There was much resentment in Cornwall, particularly amongst tin miners living in poverty, at Henry VII's taxes demanded in 1497 to raise revenue for his war against the Scots which the Cornish percieved as having very little to do with them. They were particuarly agrieved by the taxation which was a curtailment of their rights under the Stannary Law Charter of 1305 which provided that no tax of 10ths and 15ths may be raised in the county.
Micheal Joseph, the local blacksmith (later surnamed "an Gof", Cornish for "the Smith"), at St Keverne near the Lizard roused the village into open rebellion against the king while Thomas Flamank, a Bodmin lawyer, urged that town to take arms. The mottley ill-clad and ill-equiped army led by the two men made its way to London collecting suporters along the route.
Lord Audley took command of the rebels in Somerset and, by the time the rebels reached Blackheath outside the capital, it consisted of several thousand men armed withfarm implements and all manner of home-made weapons.
The rebels decided to march to Deptford thinking they could secure support from Kent which had given such strong support to the rebellions led by Wat Tyler and Jack Cade. So severe was the repression after the rebellion of 1450 that the support of Kent did not materialise.
The king's army led by Giles, Lord Daubeney , some 10,000-strong, surrounded the rebels on June 17th and, in the brief Battle of Blackheath (sometimes known as the battle of Deptford Bridge) which followed, 200 of the Cornish rebels were killed.
Lord Audley and Flamank were captured on the field of battle and Micheal Joseph was caught as he fled for Greenwich, all three incarcerated at the Tower of London. Flamank and Joseph were hung, drawn and quartered at Tyburn on June 27th and Lord Audley was beheaded on Tower Hill the following day.
Although the rebellion had been suppressed, feelings still ran hich in the county
where the pretender to the throne Perkin Warbeck was warmly recieved when he took advantage of the ferment, landing in Cornwall in
September.
The remote Cornish had always been highly independent, like the Welsh and the Scots (Wales had only subdued by the English following the revolt of Owen Glendower in 1412). 1497 was the first of three Cornish uprisings between 1497 and 1549.
In June 1997, Cornish marchers gathered on Blackheath Common in London to commemorate the 500th anniversary of the Cornish rebellion.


Return the lines below that contain "Territorial".
Data supplied START
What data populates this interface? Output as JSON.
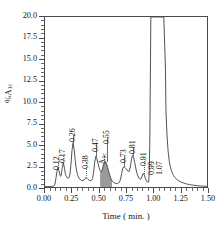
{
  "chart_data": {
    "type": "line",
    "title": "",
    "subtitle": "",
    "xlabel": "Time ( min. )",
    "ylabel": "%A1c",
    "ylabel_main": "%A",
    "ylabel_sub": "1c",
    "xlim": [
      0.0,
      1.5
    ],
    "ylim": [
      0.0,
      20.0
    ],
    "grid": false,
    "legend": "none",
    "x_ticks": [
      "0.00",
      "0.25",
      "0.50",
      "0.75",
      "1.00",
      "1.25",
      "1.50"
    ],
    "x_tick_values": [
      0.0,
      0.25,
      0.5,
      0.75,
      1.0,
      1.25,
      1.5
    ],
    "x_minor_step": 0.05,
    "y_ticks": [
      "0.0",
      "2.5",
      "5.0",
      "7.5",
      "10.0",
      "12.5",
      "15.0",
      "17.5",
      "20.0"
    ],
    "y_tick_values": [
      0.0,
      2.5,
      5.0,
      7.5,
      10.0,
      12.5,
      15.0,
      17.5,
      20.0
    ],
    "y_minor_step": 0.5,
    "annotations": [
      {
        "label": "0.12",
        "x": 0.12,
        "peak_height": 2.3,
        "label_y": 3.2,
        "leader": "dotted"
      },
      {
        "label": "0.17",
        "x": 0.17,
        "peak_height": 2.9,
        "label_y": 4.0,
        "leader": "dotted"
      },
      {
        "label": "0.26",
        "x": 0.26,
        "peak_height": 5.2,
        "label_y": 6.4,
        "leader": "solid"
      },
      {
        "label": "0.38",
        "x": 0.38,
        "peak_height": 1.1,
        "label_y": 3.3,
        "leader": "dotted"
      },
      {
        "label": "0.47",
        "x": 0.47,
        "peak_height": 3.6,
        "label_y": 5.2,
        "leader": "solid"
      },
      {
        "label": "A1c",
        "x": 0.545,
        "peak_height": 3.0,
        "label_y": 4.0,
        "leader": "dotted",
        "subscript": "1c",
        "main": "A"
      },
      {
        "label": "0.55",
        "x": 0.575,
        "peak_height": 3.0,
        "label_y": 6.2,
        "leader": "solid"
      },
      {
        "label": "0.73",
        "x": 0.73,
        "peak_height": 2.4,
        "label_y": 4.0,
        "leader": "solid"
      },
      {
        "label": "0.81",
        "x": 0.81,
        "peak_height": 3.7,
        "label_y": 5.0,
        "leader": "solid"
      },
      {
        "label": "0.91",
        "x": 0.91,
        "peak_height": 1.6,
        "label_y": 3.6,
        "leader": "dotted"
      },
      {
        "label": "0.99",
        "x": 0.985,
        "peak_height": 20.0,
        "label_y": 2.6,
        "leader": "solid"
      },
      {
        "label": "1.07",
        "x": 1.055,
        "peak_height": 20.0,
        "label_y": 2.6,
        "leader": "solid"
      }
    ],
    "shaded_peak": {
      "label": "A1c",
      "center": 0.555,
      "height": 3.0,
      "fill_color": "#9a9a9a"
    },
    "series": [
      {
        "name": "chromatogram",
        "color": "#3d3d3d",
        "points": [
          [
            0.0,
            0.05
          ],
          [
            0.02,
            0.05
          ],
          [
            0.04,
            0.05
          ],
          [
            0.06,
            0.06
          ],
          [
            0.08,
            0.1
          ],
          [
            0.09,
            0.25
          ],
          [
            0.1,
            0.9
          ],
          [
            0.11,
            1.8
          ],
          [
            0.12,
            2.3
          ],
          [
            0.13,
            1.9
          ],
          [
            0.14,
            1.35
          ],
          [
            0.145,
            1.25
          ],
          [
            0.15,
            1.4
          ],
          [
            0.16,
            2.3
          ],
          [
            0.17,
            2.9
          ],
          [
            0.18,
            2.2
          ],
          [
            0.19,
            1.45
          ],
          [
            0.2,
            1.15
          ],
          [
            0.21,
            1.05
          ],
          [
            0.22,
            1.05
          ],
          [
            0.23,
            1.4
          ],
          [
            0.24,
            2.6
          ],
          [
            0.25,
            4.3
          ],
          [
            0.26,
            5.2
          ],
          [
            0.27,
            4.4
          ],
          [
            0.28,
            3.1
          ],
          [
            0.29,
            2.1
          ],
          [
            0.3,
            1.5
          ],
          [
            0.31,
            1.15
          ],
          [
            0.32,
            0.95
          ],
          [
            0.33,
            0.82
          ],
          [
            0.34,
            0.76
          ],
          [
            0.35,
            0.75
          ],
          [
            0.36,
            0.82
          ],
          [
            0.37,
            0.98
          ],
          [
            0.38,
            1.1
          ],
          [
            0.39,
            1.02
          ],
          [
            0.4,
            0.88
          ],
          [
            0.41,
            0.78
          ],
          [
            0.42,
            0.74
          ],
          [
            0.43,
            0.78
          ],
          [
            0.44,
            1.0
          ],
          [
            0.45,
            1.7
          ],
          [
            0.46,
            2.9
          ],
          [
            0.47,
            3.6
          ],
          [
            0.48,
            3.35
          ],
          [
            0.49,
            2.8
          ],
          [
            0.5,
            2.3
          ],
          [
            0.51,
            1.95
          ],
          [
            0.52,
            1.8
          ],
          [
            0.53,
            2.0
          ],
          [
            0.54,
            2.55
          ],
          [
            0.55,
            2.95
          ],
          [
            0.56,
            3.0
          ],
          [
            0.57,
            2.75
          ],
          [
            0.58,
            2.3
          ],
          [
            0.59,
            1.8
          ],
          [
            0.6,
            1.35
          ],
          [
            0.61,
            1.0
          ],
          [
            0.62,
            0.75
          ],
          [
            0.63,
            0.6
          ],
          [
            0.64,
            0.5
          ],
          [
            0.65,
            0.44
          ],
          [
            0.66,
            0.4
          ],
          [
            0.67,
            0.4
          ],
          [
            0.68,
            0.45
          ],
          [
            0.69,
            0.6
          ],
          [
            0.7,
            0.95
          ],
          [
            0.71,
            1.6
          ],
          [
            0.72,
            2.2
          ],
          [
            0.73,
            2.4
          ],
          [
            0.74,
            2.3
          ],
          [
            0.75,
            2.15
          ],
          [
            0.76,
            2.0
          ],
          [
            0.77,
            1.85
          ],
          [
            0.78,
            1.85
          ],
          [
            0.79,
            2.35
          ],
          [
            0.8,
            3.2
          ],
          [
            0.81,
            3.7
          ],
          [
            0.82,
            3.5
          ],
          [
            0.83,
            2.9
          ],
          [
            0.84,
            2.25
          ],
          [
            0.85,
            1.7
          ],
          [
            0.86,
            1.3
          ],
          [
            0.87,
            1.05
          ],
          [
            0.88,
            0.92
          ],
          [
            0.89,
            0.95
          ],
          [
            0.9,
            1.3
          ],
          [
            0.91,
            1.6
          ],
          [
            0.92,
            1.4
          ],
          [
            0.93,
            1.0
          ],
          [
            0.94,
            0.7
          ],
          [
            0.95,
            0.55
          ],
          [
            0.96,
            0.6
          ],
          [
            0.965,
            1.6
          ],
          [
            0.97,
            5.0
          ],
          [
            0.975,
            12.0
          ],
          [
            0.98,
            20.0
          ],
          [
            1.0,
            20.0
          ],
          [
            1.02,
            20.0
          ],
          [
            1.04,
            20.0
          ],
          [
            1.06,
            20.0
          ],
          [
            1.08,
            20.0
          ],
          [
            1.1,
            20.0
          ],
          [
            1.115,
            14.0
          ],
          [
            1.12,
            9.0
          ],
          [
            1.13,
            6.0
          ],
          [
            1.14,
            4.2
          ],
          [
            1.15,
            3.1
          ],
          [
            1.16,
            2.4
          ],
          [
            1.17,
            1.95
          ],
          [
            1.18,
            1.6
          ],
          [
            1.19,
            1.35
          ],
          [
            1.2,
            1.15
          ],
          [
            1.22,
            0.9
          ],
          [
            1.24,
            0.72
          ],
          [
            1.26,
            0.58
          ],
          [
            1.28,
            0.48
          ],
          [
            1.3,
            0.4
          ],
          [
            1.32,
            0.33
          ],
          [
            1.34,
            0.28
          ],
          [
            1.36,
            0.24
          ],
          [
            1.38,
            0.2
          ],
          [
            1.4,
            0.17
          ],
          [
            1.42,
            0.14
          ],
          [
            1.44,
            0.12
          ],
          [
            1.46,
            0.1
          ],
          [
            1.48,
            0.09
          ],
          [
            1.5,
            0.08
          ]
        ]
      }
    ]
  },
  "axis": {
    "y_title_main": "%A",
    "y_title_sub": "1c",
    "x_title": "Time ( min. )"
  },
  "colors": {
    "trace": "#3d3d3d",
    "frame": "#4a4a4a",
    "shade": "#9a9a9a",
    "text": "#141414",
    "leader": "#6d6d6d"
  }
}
Data supplied END
Data supplied START
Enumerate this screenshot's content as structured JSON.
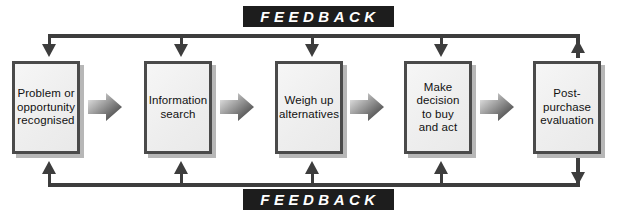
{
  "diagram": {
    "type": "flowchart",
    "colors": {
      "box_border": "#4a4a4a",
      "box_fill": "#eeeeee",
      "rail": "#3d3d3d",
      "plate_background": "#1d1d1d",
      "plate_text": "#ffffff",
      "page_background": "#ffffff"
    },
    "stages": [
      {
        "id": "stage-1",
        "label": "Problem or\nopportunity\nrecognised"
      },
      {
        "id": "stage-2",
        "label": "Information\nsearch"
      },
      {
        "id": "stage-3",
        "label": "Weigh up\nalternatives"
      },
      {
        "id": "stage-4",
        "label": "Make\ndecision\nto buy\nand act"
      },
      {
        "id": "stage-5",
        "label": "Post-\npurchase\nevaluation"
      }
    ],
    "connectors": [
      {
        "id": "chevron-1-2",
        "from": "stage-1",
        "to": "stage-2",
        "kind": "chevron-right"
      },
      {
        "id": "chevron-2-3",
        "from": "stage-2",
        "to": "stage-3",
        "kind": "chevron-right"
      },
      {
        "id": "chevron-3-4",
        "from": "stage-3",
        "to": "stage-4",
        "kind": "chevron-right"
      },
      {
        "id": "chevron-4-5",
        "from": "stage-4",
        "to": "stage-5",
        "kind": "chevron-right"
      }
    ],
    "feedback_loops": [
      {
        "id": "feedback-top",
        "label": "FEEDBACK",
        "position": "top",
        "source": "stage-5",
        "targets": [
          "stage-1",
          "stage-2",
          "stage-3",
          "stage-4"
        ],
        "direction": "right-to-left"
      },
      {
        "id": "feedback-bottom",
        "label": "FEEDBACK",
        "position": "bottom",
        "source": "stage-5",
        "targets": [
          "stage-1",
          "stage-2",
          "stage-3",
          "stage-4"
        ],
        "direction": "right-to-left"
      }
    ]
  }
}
Data supplied END
Data supplied START
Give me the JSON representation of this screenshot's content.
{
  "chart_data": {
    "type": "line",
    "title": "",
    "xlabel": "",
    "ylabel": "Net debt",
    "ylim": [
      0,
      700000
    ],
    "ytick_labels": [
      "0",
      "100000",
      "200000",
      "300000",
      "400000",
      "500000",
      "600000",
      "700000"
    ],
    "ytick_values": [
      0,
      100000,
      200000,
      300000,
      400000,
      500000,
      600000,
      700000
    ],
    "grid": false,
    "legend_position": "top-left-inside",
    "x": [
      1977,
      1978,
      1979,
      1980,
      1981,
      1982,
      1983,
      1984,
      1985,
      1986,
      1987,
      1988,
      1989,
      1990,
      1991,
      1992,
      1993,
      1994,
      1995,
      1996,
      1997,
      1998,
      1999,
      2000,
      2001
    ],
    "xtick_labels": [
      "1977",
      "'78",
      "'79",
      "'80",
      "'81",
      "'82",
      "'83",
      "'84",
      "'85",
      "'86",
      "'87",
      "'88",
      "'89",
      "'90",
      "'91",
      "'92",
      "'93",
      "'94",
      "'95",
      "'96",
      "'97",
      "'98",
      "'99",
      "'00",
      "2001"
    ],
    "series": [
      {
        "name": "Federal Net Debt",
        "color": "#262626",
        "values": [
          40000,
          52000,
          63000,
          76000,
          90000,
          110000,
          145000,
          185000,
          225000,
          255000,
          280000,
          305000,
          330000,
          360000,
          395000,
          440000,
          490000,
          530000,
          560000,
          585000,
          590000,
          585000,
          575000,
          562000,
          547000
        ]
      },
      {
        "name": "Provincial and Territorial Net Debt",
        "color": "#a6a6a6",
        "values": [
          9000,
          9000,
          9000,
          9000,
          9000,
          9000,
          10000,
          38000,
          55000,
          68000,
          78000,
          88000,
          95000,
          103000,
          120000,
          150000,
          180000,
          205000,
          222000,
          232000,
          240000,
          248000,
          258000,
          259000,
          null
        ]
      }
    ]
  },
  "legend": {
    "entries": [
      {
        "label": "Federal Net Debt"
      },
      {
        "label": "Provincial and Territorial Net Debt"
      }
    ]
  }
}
Data supplied END
## Solution to this problem:
        "name": "Provincial and Territorial Net Debt",
        "label": "Provincial and Territorial Net Debt"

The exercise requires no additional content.